Weekend Update: 12/20/2025

Welcome to the Cannibal Halfling Weekend Update! Start your weekend with a chunk of RPG news from the past week. We have the week’s top sellers, industry news stories, something from the archives, and discussions from elsewhere online.

DriveThruRPG Top Sellers for 12/20/2025

  1. Warhammer 40k Roleplay, Imperium Maledictum: Adeptus Mechanicus Player’s Guide
  2. Traveller: Cluster Truck
  3. Warhammer: The Old World RPG Starter Set
  4. Curseborne Core Rulebook
  5. 13th Age Second Edition Combined Heroes’ Handbook and Gamemasters’ Guide

Top News Stories

Bank pulls the plug on Diamond: We discussed the Diamond Comic Distributors bankruptcy earlier this year as many small companies that made comics and RPGs were finding that they were at risk of losing inventory under consignment, essentially never getting paid for the books that were placed in the care of Diamond. The case has been a mess all year, and Diamond’s main creditor has decided they’ve had enough. The bank is requiring the bankruptcy case move to Chapter 7, which means the business will be taken completely apart and sold for parts. This may not make a huge difference to all those Diamond customers (the consignment inventory is still considered ‘disputed’), but it does assure that Diamond will be out of business permanently after this.

From the Archives

Another throwback to 2017 this week, with a discussion of some of the most loved (and maligned) settings of the 80s and 90s. Consult with the Cyberpapacy and get ready to jump through a Rift, from the archives this week is Level One Wonk: The Kitchen Sink.

Discussion of the Week

Which Photoshop features should we count as AI when submitting new games?: The use of large generative models (somewhat inaccurately called ‘generative AI’) is best known for whole-cloth generation of text and images, but the technology is being used in other, more subtle places. In some cases, the use of GANs and other generative software predates the release of ChatGPT and the emergence of ‘generative AI’ into public consciousness. Adobe’s use of ‘generative AI’ means that we have to be having a more nuanced discussion about what “AI” means. Tools like upscaling and content-aware fills are absolutely dependent on generative algorithms, but they don’t look like the things that most people are thinking about when they say ‘AI’ or ‘AI art’. The future will not be defined by more slop images, rather by continually blurrier lines.

Have any RPG news leads or scoops? Get in touch!

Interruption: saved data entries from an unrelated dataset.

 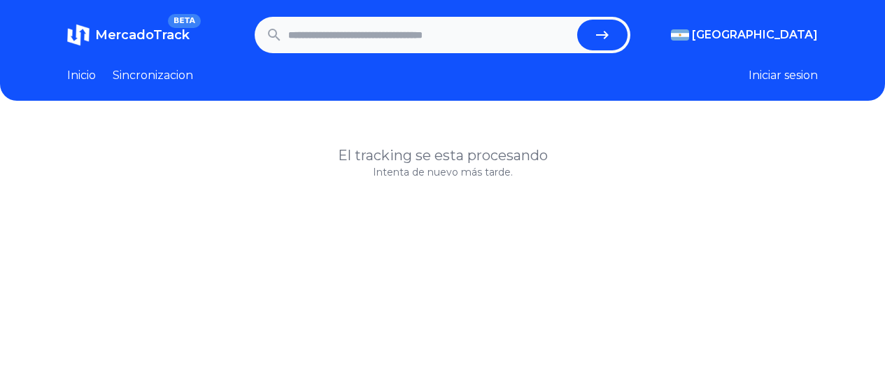 I want to click on span: MercadoTrack, so click(x=142, y=35).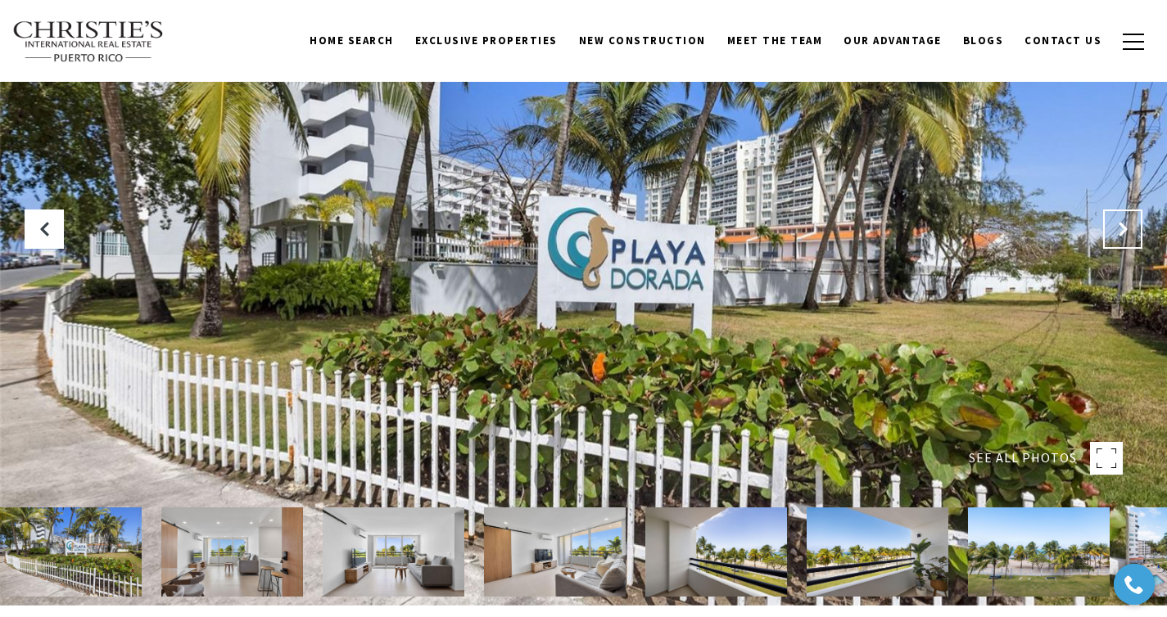 This screenshot has height=617, width=1167. Describe the element at coordinates (642, 41) in the screenshot. I see `a: New Construction` at that location.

You can reach us at cannibalhalflinggaming@gmail.com, through Mastodon via @CannibalHalflingGaming@dice.camp, and through BlueSky via @cannibalhalfling.bsky.social.

One thought on “Weekend Update: 12/20/2025”

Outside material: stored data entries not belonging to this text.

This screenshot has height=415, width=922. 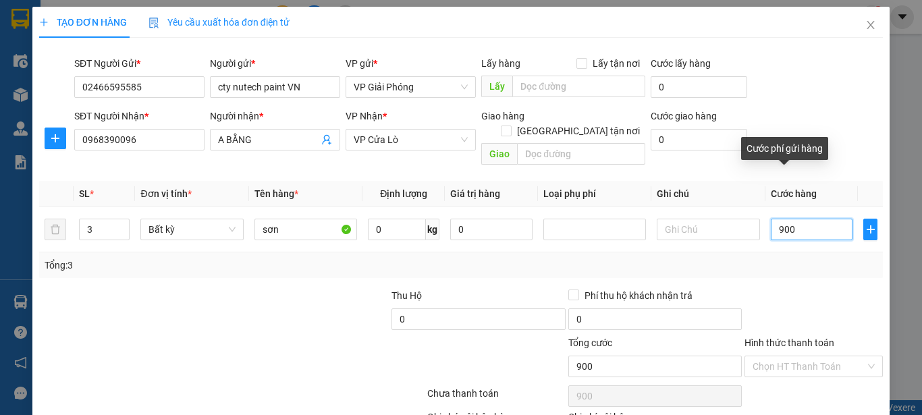 What do you see at coordinates (638, 296) in the screenshot?
I see `span: Phí thu hộ khách nhận trả` at bounding box center [638, 296].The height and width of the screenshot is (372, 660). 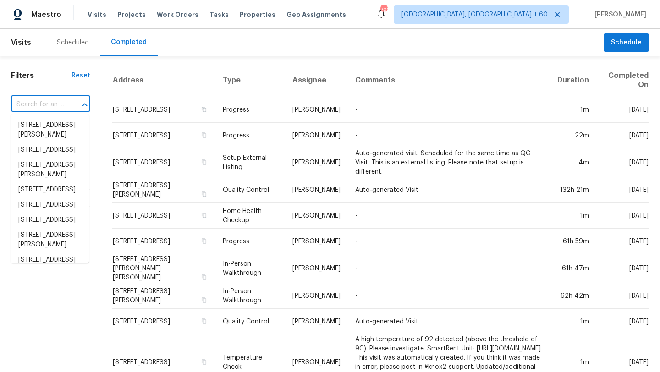 I want to click on span: Projects, so click(x=132, y=15).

  1. The discussion of how the “AI” label getting slapped on everything blurs the line between the automated plagiarism machines that fuel “spicy autocomplete” and algorithmic tools like upscaling and content-aware fills (which have been around in some form for a while) is a really interesting one to me.

    I don’t care for the thoughtlessly generated slop I’ve seen take over certain parts of the internet, but a tool like Context Aware Fill has helped me do things like repair cracks or remove text from public domain images I want to use.